Engineered Fastening organic and margin — Q1 EF organic at +7% (vs Q4's +8%) and adjusted segment margin at 12.0% (+190bps YoY, driven by aerospace and automotive mix). The run rate is moderating slightly from the Q4 standout but remains above the FY low-to-mid-single-digit framework. Status: Continue monitoring — sustained at this level but slight cooling versus Q4 peak.
Gas-powered walk-behind license transition — Confirmed back third of 2026 timing for the OPG gas walk-behind transition to a licensed model, with ~$200M top-line impact and net-net accretive to bottom line. Benefit visibility expected in late 2026 / early 2027. Status: Resolved positively on execution and timing.
China sourcing share concrete print — Nelson confirmed pacing toward <5% by year-end and USMCA qualification at ~33% (targeting industrial averages or better, currently a little ahead of pace). No facility closure or capex specifics were disclosed. Status: Resolved positively on trajectory, partially on disclosure depth.
Working capital and FCF cadence into Q1 2026 — Q1 FCF outflow of $447M is modestly better than Q1 2025's $485M outflow. Inventory progress noted by Hallinan as ongoing toward pre-pandemic norms. Status: Continue monitoring — heavy generation in Q3/Q4 still required to clear the $700–900M ex-CAM-fees FY range.

What to watch into next quarter

Q2 adj gross margin print vs the ~+300bps YoY expansion guide — the H1 walk must hold for the H2 ~400bps snap to be credible.
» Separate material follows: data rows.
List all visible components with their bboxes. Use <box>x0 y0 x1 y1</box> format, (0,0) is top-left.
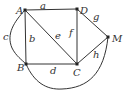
edge-c <box>10 10 26 64</box>
vertex-m-dot <box>107 36 110 39</box>
vertex-d-dot <box>76 8 79 11</box>
edge-label-g: g <box>93 11 99 22</box>
edge-label-h: h <box>93 49 99 60</box>
vertex-label-d: D <box>79 5 88 16</box>
vertex-a-dot <box>24 9 27 12</box>
vertex-c-dot <box>76 63 79 66</box>
vertex-label-m: M <box>111 33 123 44</box>
edge-label-c: c <box>3 31 9 42</box>
edge-b <box>25 10 26 64</box>
vertex-b-dot <box>25 63 28 66</box>
edge-label-a: a <box>40 0 46 11</box>
edge-label-b: b <box>29 33 35 44</box>
vertex-label-c: C <box>73 67 81 78</box>
edge-label-f: f <box>68 27 75 38</box>
edge-label-d: d <box>50 65 56 76</box>
edge-a <box>25 9 77 10</box>
edge-label-e: e <box>55 30 61 41</box>
graph-svg: A D M B C a b c d e f g h <box>0 0 123 101</box>
vertex-label-a: A <box>15 5 23 16</box>
graph-diagram: A D M B C a b c d e f g h <box>0 0 123 101</box>
edge-b-m-curve <box>26 37 108 89</box>
vertex-label-b: B <box>16 62 24 73</box>
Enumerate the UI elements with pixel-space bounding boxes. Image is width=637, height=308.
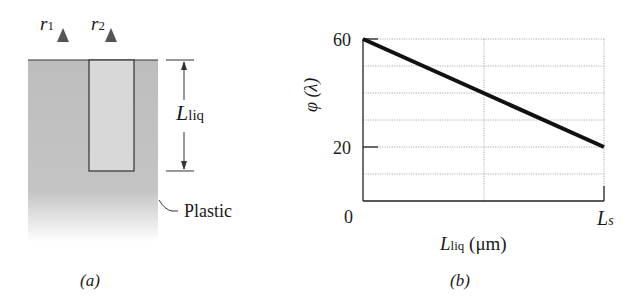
x-tick-ls-symbol: L	[597, 207, 608, 229]
plastic-label: Plastic	[184, 202, 232, 220]
liquid-length-label: Lliq	[176, 102, 204, 124]
y-tick-20: 20	[333, 139, 351, 157]
ray-1-label: r1	[40, 14, 54, 33]
ray-2-subscript: 2	[98, 18, 104, 33]
x-axis-unit: (μm)	[464, 233, 506, 254]
x-tick-ls-subscript: s	[608, 213, 613, 228]
figure: r1 r2 Lliq Plastic (a) 60 20 0 Ls φ (λ) …	[0, 0, 637, 308]
figure-graphics	[0, 0, 637, 308]
caption-b: (b)	[450, 272, 470, 289]
x-tick-ls: Ls	[597, 208, 614, 228]
x-axis-label: Lliq (μm)	[440, 234, 507, 253]
x-axis-subscript: liq	[451, 238, 465, 253]
chart-grid	[363, 39, 604, 201]
ray-1-subscript: 1	[47, 18, 53, 33]
caption-a: (a)	[80, 272, 100, 289]
y-axis-label: φ (λ)	[302, 78, 320, 112]
x-tick-zero: 0	[344, 208, 353, 226]
liquid-length-symbol: L	[176, 100, 188, 125]
x-axis-symbol: L	[440, 233, 451, 254]
plastic-leader-line	[159, 200, 178, 211]
y-tick-60: 60	[333, 31, 351, 49]
liquid-length-subscript: liq	[188, 107, 204, 123]
ray-2-label: r2	[91, 14, 105, 33]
Any slippage raises questions about whether the productivity bridge (40% of the walk) is back-loaded enough to hit 35%+ in Q4.

Q2 organic revenue vs. the LSD growth guide — Julian Mitchell's exchange flags Q2 as the inflection point; watch whether the lap of prior-year promotional disruption materializes and whether T&O organic crosses zero.
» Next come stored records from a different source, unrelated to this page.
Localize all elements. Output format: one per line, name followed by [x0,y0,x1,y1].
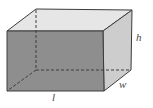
rectangular-prism-diagram: h w l [0,0,153,108]
length-label: l [52,92,55,103]
front-face [7,31,104,91]
height-label: h [136,32,142,43]
prism-drawing [0,0,153,108]
width-label: w [119,79,126,90]
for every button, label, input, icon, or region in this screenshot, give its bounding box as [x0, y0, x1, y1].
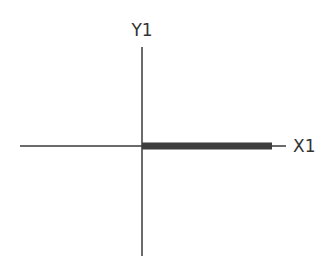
x1-vector-bar [142, 143, 272, 150]
y-axis-label: Y1 [131, 22, 152, 39]
x-axis-label: X1 [293, 138, 315, 155]
diagram-canvas: Y1 X1 [0, 0, 327, 268]
axes-diagram [0, 0, 327, 268]
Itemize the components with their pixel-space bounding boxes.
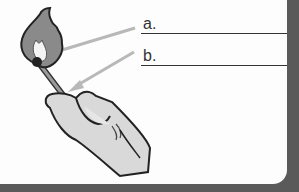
worksheet-card: a. b.: [0, 0, 287, 184]
arrow-a-icon: [62, 28, 135, 50]
label-b-row: b.: [141, 46, 287, 66]
label-a-marker: a.: [143, 16, 156, 32]
arrow-b-icon: [68, 52, 134, 92]
hand-icon: [46, 92, 150, 176]
label-a-answer-line[interactable]: [141, 33, 287, 35]
flame-icon: [21, 8, 62, 67]
label-b-marker: b.: [143, 48, 156, 64]
label-b-answer-line[interactable]: [141, 65, 287, 67]
label-a-row: a.: [141, 14, 287, 34]
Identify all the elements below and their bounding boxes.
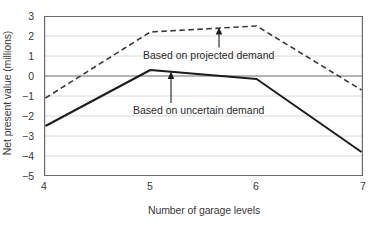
x-tick-label-4: 4 [34,181,54,192]
plot-area [44,16,363,176]
y-tick-label-neg4: −4 [8,151,34,161]
y-tick-label-0: 0 [8,71,34,81]
x-axis-title: Number of garage levels [44,203,364,217]
y-tick-label-neg2: −2 [8,111,34,121]
x-tick-label-6: 6 [246,181,266,192]
y-tick-label-2: 2 [8,31,34,41]
y-tick-label-neg3: −3 [8,131,34,141]
annotation-label-projected-demand: Based on projected demand [143,49,274,61]
annotation-label-uncertain-demand: Based on uncertain demand [133,104,264,116]
x-tick-label-5: 5 [140,181,160,192]
annotation-arrow-projected [216,28,223,48]
y-tick-label-3: 3 [8,11,34,21]
series-projected-demand [46,26,362,98]
y-tick-label-1: 1 [8,51,34,61]
npv-line-chart: Net present value (millions) 3 2 1 0 −1 … [0,0,378,227]
y-tick-label-neg1: −1 [8,91,34,101]
y-tick-label-neg5: −5 [8,171,34,181]
x-tick-label-7: 7 [353,181,373,192]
CAM close confirmation and Q2 segment reporting — first quarter where CAM's removal will show in segment data; watch for clean disclosure of the $110M / $15M offsets versus reported lines, and the size/timing of the $260–280M GAAP gain on sale.
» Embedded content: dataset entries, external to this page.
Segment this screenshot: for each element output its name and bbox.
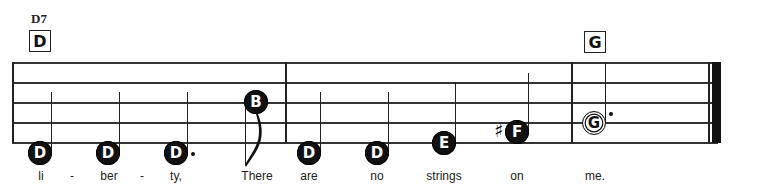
barline-start	[12, 62, 14, 143]
barline-2	[571, 62, 573, 143]
barline-1	[285, 62, 287, 143]
note-stem	[528, 73, 529, 132]
note-e: E	[432, 131, 456, 155]
eighth-flag-icon	[245, 112, 263, 168]
note-stem	[388, 92, 389, 152]
lyric-hyphen: -	[70, 169, 74, 183]
staff-line-4	[12, 122, 718, 124]
lyric-syllable: ty,	[170, 169, 182, 183]
chord-box-g: G	[584, 31, 606, 53]
chord-box-d: D	[29, 30, 51, 52]
note-d: D	[365, 141, 389, 165]
lyric-syllable: ber	[100, 169, 117, 183]
note-d: D	[164, 141, 188, 165]
staff-line-5	[12, 142, 718, 144]
lyric-syllable: on	[510, 169, 523, 183]
lyric-hyphen: -	[140, 169, 144, 183]
note-stem	[605, 62, 606, 123]
note-b: B	[244, 90, 268, 114]
lyric-syllable: no	[370, 169, 383, 183]
note-stem	[119, 92, 120, 152]
lyric-syllable: are	[300, 169, 317, 183]
note-stem	[187, 92, 188, 152]
note-f-sharp: F	[505, 120, 529, 144]
note-stem	[320, 92, 321, 152]
note-stem	[455, 82, 456, 143]
note-d: D	[96, 141, 120, 165]
note-d: D	[297, 141, 321, 165]
lyric-syllable: me.	[585, 169, 605, 183]
note-stem	[51, 92, 52, 152]
lyric-syllable: There	[241, 169, 272, 183]
final-barline-thick	[712, 62, 721, 143]
sharp-icon: ♯	[494, 119, 503, 141]
note-d: D	[28, 141, 52, 165]
augmentation-dot	[191, 152, 195, 156]
staff-line-2	[12, 82, 718, 84]
lyric-syllable: li	[38, 169, 43, 183]
final-barline-thin	[708, 62, 710, 143]
chord-name-d7: D7	[31, 11, 47, 27]
augmentation-dot	[609, 112, 613, 116]
note-g: G	[582, 111, 606, 135]
staff-line-1	[12, 62, 718, 64]
staff-line-3	[12, 102, 718, 104]
lyric-syllable: strings	[426, 169, 461, 183]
Tariff regime stability and IEPA→301 transition — Nelson flagged that the Section 122 temporary benefit is expected to be replaced by 301 tariffs at IEPA-equivalent levels by August; watch for any policy delta and whether the price/cost framing holds. Section 232 sized at <$10M for 2026 is a baseline to track.

Back-half pricing adjustments — Hallinan flagged that battery metals, tungsten, and war-driven inflation could prompt back-half or 2027 pricing adjustments if persistent; watch the Q2 print for early signals.

Stanley brand growth inflection by mid-year 2026 — first specific brand catalyst date management has anchored; watch Q2 POS data and Q3 commentary for evidence the inflection is arriving on schedule.

$500M buyback pace and net leverage glide to 2.5x by year-end — first explicit capital return lever this cycle; watch deployment cadence against the year-end leverage target.

FCF cadence — Q2 generation needs to start covering YTD outflow — Q1 2025 to Q2 2025 saw the swing from -$485M to +$135M; watch whether Q2 2026 delivers a similar or better inflow to keep the $700–900M ex-CAM-fees FY range in play.

Sources

  1. Stanley Black & Decker Q1 FY2026 press release and supplemental financial materials (Exhibit 99.2), filed April 29, 2026.
  2. Stanley Black & Decker Q1 FY2026 earnings call — prepared remarks (Chris Nelson, CEO; Patrick Hallinan, EVP, CFO and Chief Administrative Officer) and Q&A (Nigel Coe/Wolf Research, Julian Mitchell/Barclays, Tim Woj/Baird, Sam Reed/Wells Fargo, Jonathan Matuszewski/Jefferies, Joe Ritchie/Goldman Sachs).
  3. Q1, Q2, Q3, Q4 FY2025 Tapebrief briefs — for trajectory context, prior guidance baselines, and watch list resolution.